Behind him, through the gate, dozens of bodies resolving from the portal into the facility's air.

"A teacher. And quite a few students," Shigaraki said, at a volume that carried across the space without apparent effort. He scratched his neck. "Are All Might's little pupils here?"

Aizawa's hair was up. Yami watched his teacher's eyes sweep the incoming mass and do the math of fifty-against-two-and-twenty, and watched the line of his jaw when the math came out.

"BACK — to the exit!" Thirteen's voice, carrying.

The fog moved.

The warp had a physics to it that nothing in the animation had communicated: a pressure change, a sudden directionlessness, the specific horror of not knowing which way down was going to be when the gate deposited you somewhere else. He'd braced for the flood zone — water, controllable, the canonical landing for students in the standard scatter pattern.

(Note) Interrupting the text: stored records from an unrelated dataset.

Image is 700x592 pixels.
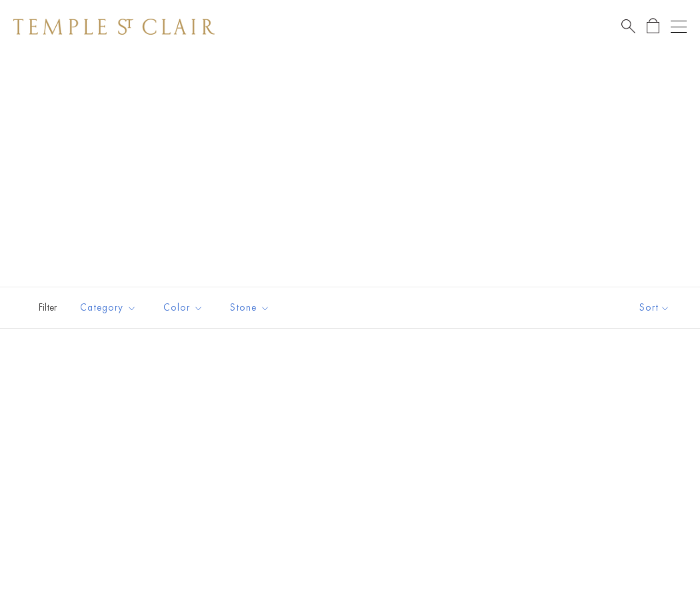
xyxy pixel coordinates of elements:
[70,293,147,323] button: Category
[220,293,280,323] button: Stone
[646,18,660,34] a: Open Shopping Bag
[73,299,147,316] span: Category
[671,18,687,34] button: Open navigation
[157,299,213,316] span: Color
[153,293,213,323] button: Color
[609,288,700,328] button: Show sort by
[223,299,280,316] span: Stone
[621,18,635,34] a: Search
[13,18,215,34] img: Temple St. Clair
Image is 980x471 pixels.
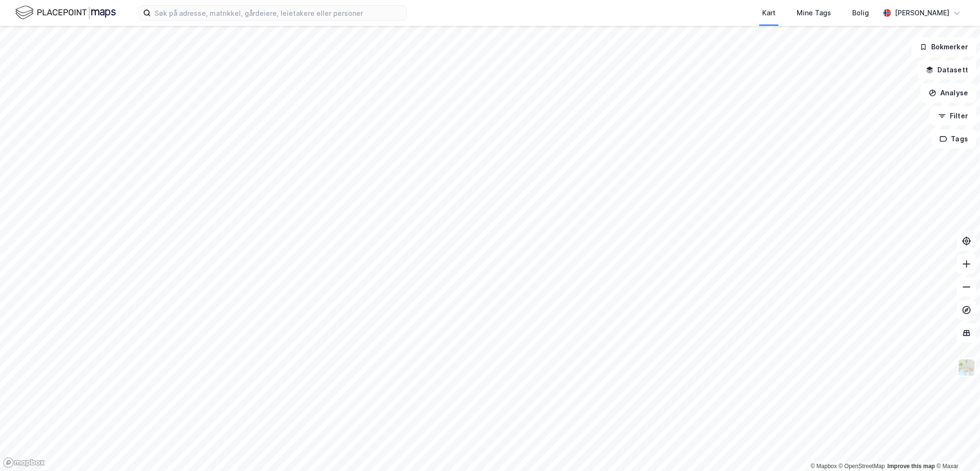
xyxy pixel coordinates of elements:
[151,6,406,20] input: Søk på adresse, matrikkel, gårdeiere, leietakere eller personer
[911,38,976,57] button: Bokmerker
[852,7,869,19] div: Bolig
[958,358,976,376] img: Z
[921,83,976,102] button: Analyse
[918,60,976,80] button: Datasett
[797,7,831,19] div: Mine Tags
[3,457,45,468] a: Mapbox homepage
[932,425,980,471] div: Kontrollprogram for chat
[895,7,950,19] div: [PERSON_NAME]
[762,7,776,19] div: Kart
[839,462,885,470] a: OpenStreetMap
[930,107,976,125] button: Filter
[887,462,935,470] a: Improve this map
[811,462,837,470] a: Mapbox
[932,425,980,471] iframe: Chat Widget
[931,129,976,149] button: Tags
[15,4,116,21] img: logo.f888ab2527a4732fd821a326f86c7f29.svg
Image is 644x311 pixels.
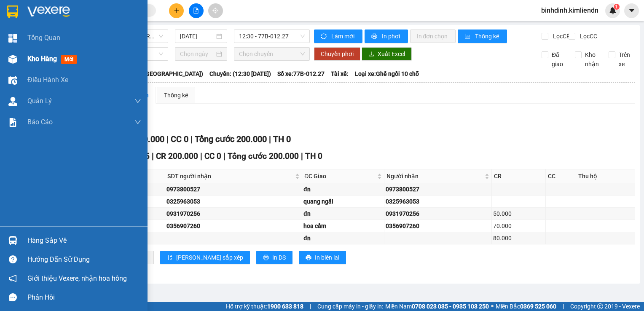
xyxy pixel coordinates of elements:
[28,96,52,106] span: Quản Lý
[135,119,141,126] span: down
[362,47,412,61] button: downloadXuất Excel
[28,75,69,85] span: Điều hành xe
[546,169,576,183] th: CC
[209,69,271,78] span: Chuyến: (12:30 [DATE])
[273,134,291,144] span: TH 0
[412,303,489,310] strong: 0708 023 035 - 0935 103 250
[628,7,636,15] span: caret-down
[9,97,17,106] img: warehouse-icon
[269,134,271,144] span: |
[167,134,168,144] span: |
[597,304,603,310] span: copyright
[299,251,346,265] button: printerIn biên lai
[369,51,374,58] span: download
[28,274,127,284] span: Giới thiệu Vexere, nhận hoa hồng
[136,169,165,183] th: SL
[278,69,325,78] span: Số xe: 77B-012.27
[165,195,302,208] td: 0325963053
[475,31,501,41] span: Thống kê
[28,117,53,128] span: Báo cáo
[213,8,219,14] span: aim
[520,303,556,310] strong: 0369 525 060
[378,50,405,59] span: Xuất Excel
[614,3,620,10] sup: 1
[385,302,489,311] span: Miền Nam
[239,30,305,43] span: 12:30 - 77B-012.27
[263,255,269,261] span: printer
[61,55,76,64] span: mới
[226,302,304,311] span: Hỗ trợ kỹ thuật:
[491,305,494,308] span: ⚪️
[577,31,599,41] span: Lọc CC
[318,302,384,311] span: Cung cấp máy in - giấy in:
[135,98,141,104] span: down
[493,234,544,243] div: 80.000
[189,3,204,18] button: file-add
[164,90,188,100] div: Thống kê
[411,30,457,43] button: In đơn chọn
[355,69,419,78] span: Loại xe: Ghế ngồi 10 chỗ
[205,151,221,162] span: CC 0
[301,151,303,162] span: |
[167,209,300,219] div: 0931970256
[306,255,312,261] span: printer
[385,185,490,194] div: 0973800527
[165,208,302,221] td: 0931970256
[227,151,299,162] span: Tổng cước 200.000
[167,222,300,231] div: 0356907260
[382,31,401,41] span: In phơi
[9,294,16,301] span: message
[386,172,483,181] span: Người nhận
[493,222,544,231] div: 70.000
[138,209,163,219] div: 1
[167,185,300,194] div: 0973800527
[152,151,154,162] span: |
[161,251,250,265] button: sort-ascending[PERSON_NAME] sắp xếp
[138,185,163,194] div: 1
[169,3,184,18] button: plus
[492,169,546,183] th: CR
[385,209,490,219] div: 0931970256
[321,33,328,40] span: sync
[200,151,202,162] span: |
[549,31,572,41] span: Lọc CR
[331,69,349,78] span: Tài xế:
[576,169,635,183] th: Thu hộ
[9,55,17,63] img: warehouse-icon
[9,275,16,282] span: notification
[549,50,568,69] span: Đã giao
[332,31,356,41] span: Làm mới
[304,185,383,194] div: đn
[165,221,302,233] td: 0356907260
[239,48,305,60] span: Chọn chuyến
[615,50,636,69] span: Trên xe
[28,254,141,267] div: Hướng dẫn sử dụng
[180,50,214,59] input: Chọn ngày
[582,50,602,69] span: Kho nhận
[28,32,60,43] span: Tổng Quan
[9,34,17,43] img: dashboard-icon
[267,303,304,310] strong: 1900 633 818
[180,31,214,41] input: 13/10/2025
[138,234,163,243] div: 1
[194,134,266,144] span: Tổng cước 200.000
[256,251,292,265] button: printerIn DS
[315,253,339,262] span: In biên lai
[167,197,300,207] div: 0325963053
[7,5,18,18] img: logo-vxr
[464,33,472,40] span: bar-chart
[314,30,363,43] button: syncLàm mới
[165,183,302,195] td: 0973800527
[167,255,173,261] span: sort-ascending
[223,151,226,162] span: |
[493,209,544,219] div: 50.000
[171,134,188,144] span: CC 0
[304,209,383,219] div: đn
[371,33,378,40] span: printer
[28,235,141,248] div: Hàng sắp về
[174,8,180,14] span: plus
[310,302,311,311] span: |
[156,151,198,162] span: CR 200.000
[385,197,490,207] div: 0325963053
[304,234,383,243] div: đn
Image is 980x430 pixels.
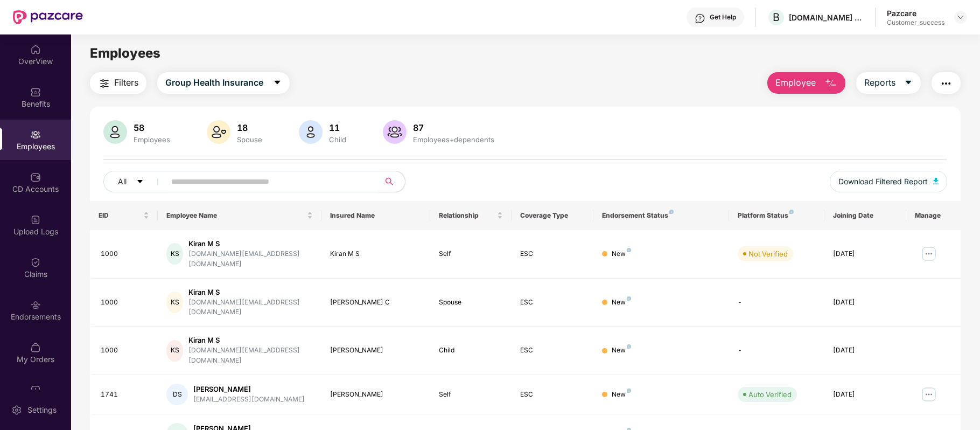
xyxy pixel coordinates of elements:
[833,298,898,307] div: [DATE]
[207,120,231,144] img: svg+xml;base64,PHN2ZyB4bWxucz0iaHR0cDovL3d3dy53My5vcmcvMjAwMC9zdmciIHhtbG5zOnhsaW5rPSJodHRwOi8vd3...
[439,211,496,219] span: Relationship
[612,298,631,307] div: New
[737,211,816,219] div: Platform Status
[905,78,913,88] span: caret-down
[327,123,349,133] div: 11
[411,123,497,133] div: 87
[12,405,22,416] img: svg+xml;base64,PHN2ZyBpZD0iU2V0dGluZy0yMHgyMCIgeG1sbnM9Imh0dHA6Ly93d3cudzMub3JnLzIwMDAvc3ZnIiB3aW...
[511,201,593,230] th: Coverage Type
[90,201,158,230] th: EID
[612,345,631,356] div: New
[833,389,898,400] div: [DATE]
[520,248,585,259] div: ESC
[379,177,400,186] span: search
[670,210,674,214] img: svg+xml;base64,PHN2ZyB4bWxucz0iaHR0cDovL3d3dy53My5vcmcvMjAwMC9zdmciIHdpZHRoPSI4IiBoZWlnaHQ9IjgiIH...
[767,72,846,94] button: Employee
[749,248,788,259] div: Not Verified
[775,76,816,90] span: Employee
[188,345,313,365] div: [DOMAIN_NAME][EMAIL_ADDRESS][DOMAIN_NAME]
[887,18,944,27] div: Customer_success
[90,45,160,61] span: Employees
[411,135,497,144] div: Employees+dependents
[957,13,966,21] img: svg+xml;base64,PHN2ZyBpZD0iRHJvcGRvd24tMzJ4MzIiIHhtbG5zPSJodHRwOi8vd3d3LnczLm9yZy8yMDAwL3N2ZyIgd2...
[118,176,127,187] span: All
[30,87,41,98] img: svg+xml;base64,PHN2ZyBpZD0iQmVuZWZpdHMiIHhtbG5zPSJodHRwOi8vd3d3LnczLm9yZy8yMDAwL3N2ZyIgd2lkdGg9Ij...
[30,257,41,268] img: svg+xml;base64,PHN2ZyBpZD0iQ2xhaW0iIHhtbG5zPSJodHRwOi8vd3d3LnczLm9yZy8yMDAwL3N2ZyIgd2lkdGg9IjIwIi...
[439,248,504,259] div: Self
[166,340,183,361] div: KS
[101,389,149,400] div: 1741
[520,345,585,356] div: ESC
[833,345,898,356] div: [DATE]
[920,245,937,262] img: manageButton
[627,344,631,349] img: svg+xml;base64,PHN2ZyB4bWxucz0iaHR0cDovL3d3dy53My5vcmcvMjAwMC9zdmciIHdpZHRoPSI4IiBoZWlnaHQ9IjgiIH...
[235,135,265,144] div: Spouse
[730,327,824,375] td: -
[193,384,304,394] div: [PERSON_NAME]
[789,13,864,22] div: [DOMAIN_NAME] Global ([GEOGRAPHIC_DATA]) Private Limited
[188,287,313,298] div: Kiran M S
[695,13,706,24] img: svg+xml;base64,PHN2ZyBpZD0iSGVscC0zMngzMiIgeG1sbnM9Imh0dHA6Ly93d3cudzMub3JnLzIwMDAvc3ZnIiB3aWR0aD...
[101,248,149,259] div: 1000
[439,345,504,356] div: Child
[193,394,304,405] div: [EMAIL_ADDRESS][DOMAIN_NAME]
[749,388,792,400] div: Auto Verified
[188,248,313,270] div: [DOMAIN_NAME][EMAIL_ADDRESS][DOMAIN_NAME]
[612,389,631,400] div: New
[439,298,504,307] div: Spouse
[383,120,407,144] img: svg+xml;base64,PHN2ZyB4bWxucz0iaHR0cDovL3d3dy53My5vcmcvMjAwMC9zdmciIHhtbG5zOnhsaW5rPSJodHRwOi8vd3...
[166,291,183,313] div: KS
[331,298,421,307] div: [PERSON_NAME] C
[30,300,41,310] img: svg+xml;base64,PHN2ZyBpZD0iRW5kb3JzZW1lbnRzIiB4bWxucz0iaHR0cDovL3d3dy53My5vcmcvMjAwMC9zdmciIHdpZH...
[331,248,421,259] div: Kiran M S
[30,215,41,225] img: svg+xml;base64,PHN2ZyBpZD0iVXBsb2FkX0xvZ3MiIGRhdGEtbmFtZT0iVXBsb2FkIExvZ3MiIHhtbG5zPSJodHRwOi8vd3...
[430,201,512,230] th: Relationship
[30,129,41,140] img: svg+xml;base64,PHN2ZyBpZD0iRW1wbG95ZWVzIiB4bWxucz0iaHR0cDovL3d3dy53My5vcmcvMjAwMC9zdmciIHdpZHRoPS...
[13,11,83,24] img: New Pazcare Logo
[907,201,961,230] th: Manage
[627,297,631,301] img: svg+xml;base64,PHN2ZyB4bWxucz0iaHR0cDovL3d3dy53My5vcmcvMjAwMC9zdmciIHdpZHRoPSI4IiBoZWlnaHQ9IjgiIH...
[274,78,281,88] span: caret-down
[709,13,736,21] div: Get Help
[887,8,944,18] div: Pazcare
[790,210,793,214] img: svg+xml;base64,PHN2ZyB4bWxucz0iaHR0cDovL3d3dy53My5vcmcvMjAwMC9zdmciIHdpZHRoPSI4IiBoZWlnaHQ9IjgiIH...
[379,171,406,192] button: search
[824,201,907,230] th: Joining Date
[520,389,585,400] div: ESC
[439,389,504,400] div: Self
[235,123,265,133] div: 18
[188,298,313,318] div: [DOMAIN_NAME][EMAIL_ADDRESS][DOMAIN_NAME]
[136,178,144,186] span: caret-down
[166,211,304,219] span: Employee Name
[824,77,838,90] img: svg+xml;base64,PHN2ZyB4bWxucz0iaHR0cDovL3d3dy53My5vcmcvMjAwMC9zdmciIHhtbG5zOnhsaW5rPSJodHRwOi8vd3...
[331,345,421,356] div: [PERSON_NAME]
[166,243,183,265] div: KS
[327,135,349,144] div: Child
[90,72,147,94] button: Filters
[627,388,631,392] img: svg+xml;base64,PHN2ZyB4bWxucz0iaHR0cDovL3d3dy53My5vcmcvMjAwMC9zdmciIHdpZHRoPSI4IiBoZWlnaHQ9IjgiIH...
[833,248,898,259] div: [DATE]
[773,11,780,24] span: B
[520,298,585,307] div: ESC
[131,123,172,133] div: 58
[839,176,928,187] span: Download Filtered Report
[939,77,953,90] img: svg+xml;base64,PHN2ZyB4bWxucz0iaHR0cDovL3d3dy53My5vcmcvMjAwMC9zdmciIHdpZHRoPSIyNCIgaGVpZ2h0PSIyNC...
[99,211,141,219] span: EID
[158,201,321,230] th: Employee Name
[830,171,947,192] button: Download Filtered Report
[103,171,169,192] button: Allcaret-down
[856,72,921,94] button: Reportscaret-down
[24,405,60,416] div: Settings
[627,247,631,252] img: svg+xml;base64,PHN2ZyB4bWxucz0iaHR0cDovL3d3dy53My5vcmcvMjAwMC9zdmciIHdpZHRoPSI4IiBoZWlnaHQ9IjgiIH...
[30,44,41,55] img: svg+xml;base64,PHN2ZyBpZD0iSG9tZSIgeG1sbnM9Imh0dHA6Ly93d3cudzMub3JnLzIwMDAvc3ZnIiB3aWR0aD0iMjAiIG...
[864,76,896,90] span: Reports
[101,345,149,356] div: 1000
[188,335,313,345] div: Kiran M S
[188,239,313,248] div: Kiran M S
[114,76,138,90] span: Filters
[30,385,41,395] img: svg+xml;base64,PHN2ZyBpZD0iVXBkYXRlZCIgeG1sbnM9Imh0dHA6Ly93d3cudzMub3JnLzIwMDAvc3ZnIiB3aWR0aD0iMj...
[166,384,187,405] div: DS
[612,248,631,259] div: New
[165,76,264,90] span: Group Health Insurance
[331,389,421,400] div: [PERSON_NAME]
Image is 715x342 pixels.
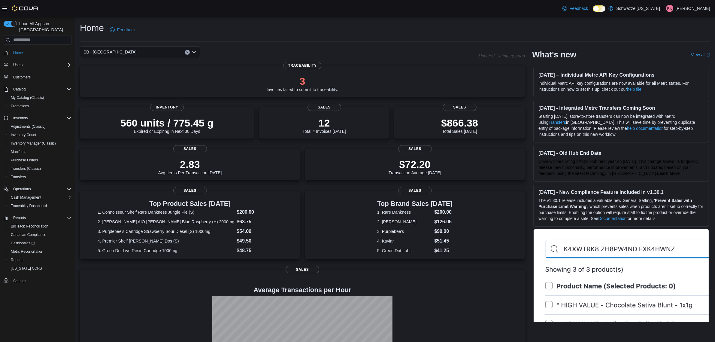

The collapse zone hit him in the elbows and one knee.

Concrete rubble. A section of standing wall at forty degrees from vertical. Unstable ground underfoot and the specific acoustic quality of a space where structural integrity was a suggestion rather than a fact. He pushed up from his hands and ran the body assessment in the two seconds before the zone registered as occupied: impact bruising on both forearms, left knee complaining, nothing structural.

Three meters to his left, frost spread across a slab of broken concrete.

Todoroki straightened up from his landing with the ease of someone who had trained for rough terrain — no visible hesitation, no reassessment, just immediate environmental scan. His right arm was already sweating cold air.

"Collapse zone," Yami said. Unnecessary confirmation, but establishing communication had value.

"Flood would have been the more logical scatter," Todoroki said, which was the most words he'd strung together in proximity to Yami since the first day of class.

"Warp wasn't methodical." Yami got up from one knee. The other was still reporting. He put weight on it and it held. "It scattered. We deal with where we are."

From three separate positions in the rubble field, figures stood up.

The collapse zone villains were the low-tier variety — quirks that had been useful enough to get recruited and specific enough not to waste on the central plaza. They had the disorganized coordination of people following general orders rather than a precise plan, which meant they were dangerous in the way that unpredictable things were dangerous and manageable in the way that limited things were manageable.

Todoroki said: "Stay close."

Then the ice swept out.

The warp landing had felt, for approximately half a second, like dying. The directionlessness, the contact with nothingness, the sudden arrival somewhere different — it was the wrong shape of the wrong experience but the overlap was enough that his body had flagged it before his brain confirmed it wasn't.

He noted this information and put it away.

The central plaza was on the far side of this facility. The warp had put them in the wrong position for everything he'd planned, which meant the plan had to adapt, which meant the first thing was to clear this zone and find a route.

The villains closed from three sides.